What do gender transition, sensory deprivation tanks, human-dolphin communication, and high-dose ketamine use have to do with each other?
Focusing on the friendship – part research collaboration, part drug buddy saga – between trans philanthropist Reed Erickson and psychonaut physician John Lilly, this talk explores the lasting connections between countercultural metaphysics, understandings of trans embodiment, and the development of tactics, to paraphrase Timothy Leary’s famous statement, by which one might “drop out” and “tune in.” Parsing the philosophical and ideological traffic between the Human Potential Movement and emergent movements for gender liberation in the 1960s and 70s, it asks after the roles that detachment, dissociation, introspection and “inner vision” have played in how gender liberation and the mutable nature of embodiment have been conceptualized.

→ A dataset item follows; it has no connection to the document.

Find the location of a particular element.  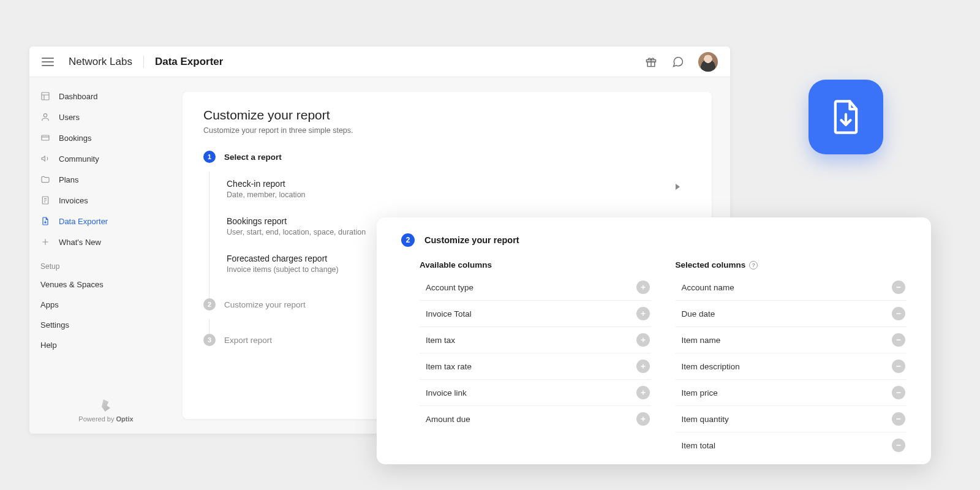

sidebar: Dashboard Users Bookings Community Plans… is located at coordinates (106, 255).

Co-presented by the Power Institute and UTS Gallery & Art Collection
People
Hil Malatino
Hil Malatino is an Associate Professor of Women's, Gender, and Sexuality Studies and Philosophy at Penn State University. He is the author of Climbing (Duke 2026), Side Affects: On Being Trans and Feeling Bad (Minnesota 2022), Trans Care (Minnesota 2020), and Queer Embodiment: Monstrosity, Medical Violence, and Intersex Experience (Nebraska 2019), a Lambda Literary Award finalist, and recipient of the Leslie Feinberg Award in Trans Literature.